In Türkiye, for example, one of the issues facing the country is that Turkish steelmakers and other industrial producers are subject to EU carbon limits on their exports. The country set a goal to double its renewable energy production by 2035 and as part of that committed to commissioning 10 gigawatts (GW) of solar capacity between 2017 and 2027. GE Vernova helped deliver more than a quarter of that solar power by mobilizing export credit finance for those solar projects. GE Vernova’s Financial Services business supported the United Kingdom’s export credit agency on its guarantee for Türkiye’s largest solar project and, on the basis of that, we recently announced the financing of the second-largest solar project with Kalyon Enerji, spanning across several cities.
As the targets and timelines for the energy transition evolve, has energy finance changed as well? Is there innovation in how projects are funded?
When I started my career, we were financing supercritical coal plants with pollution control equipment, and we thought we were doing the greatest favor to mankind by bringing low-cost power. So, yes, a lot has changed since then. Renewable energy has become very competitive due to both the incredible learning curve of capital expenditures as well as the emergence of pools of capital with a very heavy environmental, social, and governance (ESG) focus, which implies a lower cost of financing and more liquidity. There are also now well-capitalized regional and local developers who have the lay of the land, who understand project development and structuring and have built a credible track record. We see a lot more private equity–backed and infrastructure fund–backed platforms beginning to operate in these emerging markets. So the kinds of characters playing in this arena have certainly changed from the pre-Enron era of Western utility and developer operators venturing abroad.
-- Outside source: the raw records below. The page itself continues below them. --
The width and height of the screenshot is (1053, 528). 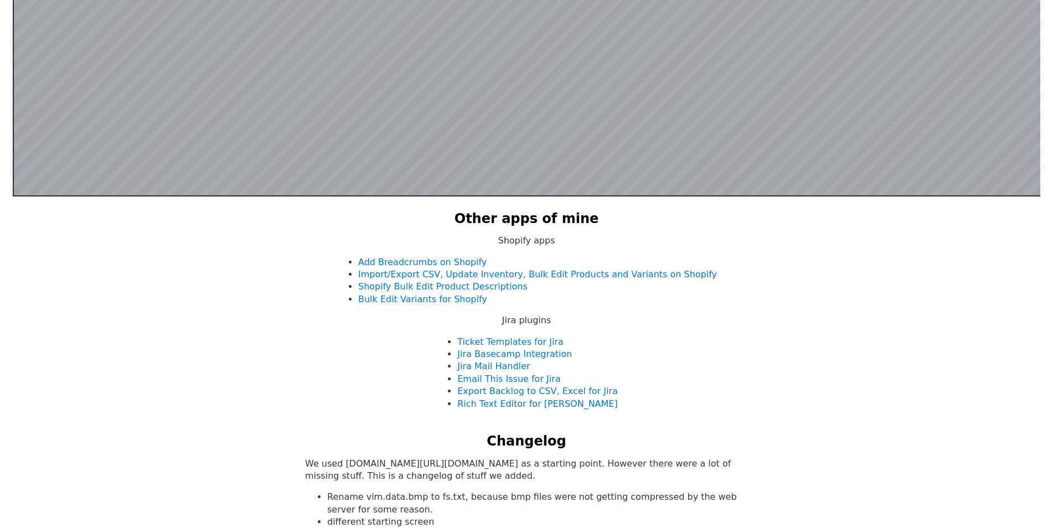 I want to click on a: Shopify Bulk Edit Product Descriptions, so click(x=443, y=286).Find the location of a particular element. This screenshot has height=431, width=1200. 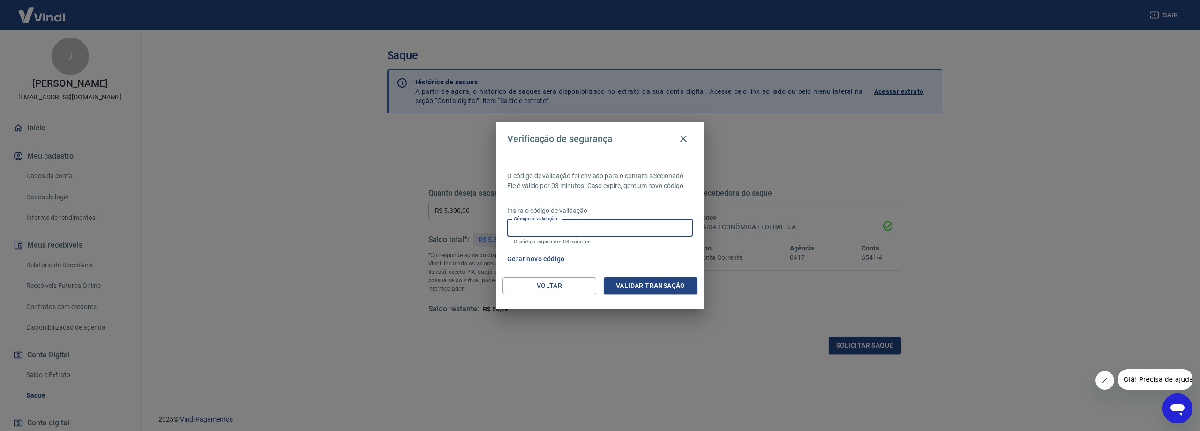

We’re also seeing incredible technology innovation. It is the push on efficiency and reducing cost. It could be long-duration energy storage. It could be different ways to produce hydrogen. We are seeing a renaissance of nuclear. You’ve got a lot of capital that just wants to focus on commercializing the new technologies. They require a much higher return because they’re taking a bigger risk. While most of these projects go to the developed world, the applications of them are also in the developing world.
On the financing side, our bread and butter continues to be working with our export credit agency (ECA) partners. We have a very wide network, because we’ve got such an international manufacturing base, and we have developed many partnerships. I’m proud to say that we are at the cutting edge of innovation to make sure that we’re serving our customers on the best terms.
What trend or technology do you think has the potential to surprise the energy industry in the years ahead?
I think that we will see a lot of innovation and investment in the grid space. For example, our ability to move electrons efficiently over long distances. High-voltage direct current (HVDC) cables have been underestimated in their impact in connecting generation and stabilizing the grid. In the past, it would have been far-fetched to connect the U.K. to Morocco, but it’s in the works right now with the ambitious project called Xlinks, which will transmit 3.6 GW of baseload renewable power (enabled by wind, solar, and storage) over a 4,000-kilometer subsea HVDC cable from Morocco to the U.K. More projects like these will shake up the industry and help provide reliable, accessible, and affordable power to many parts of the world.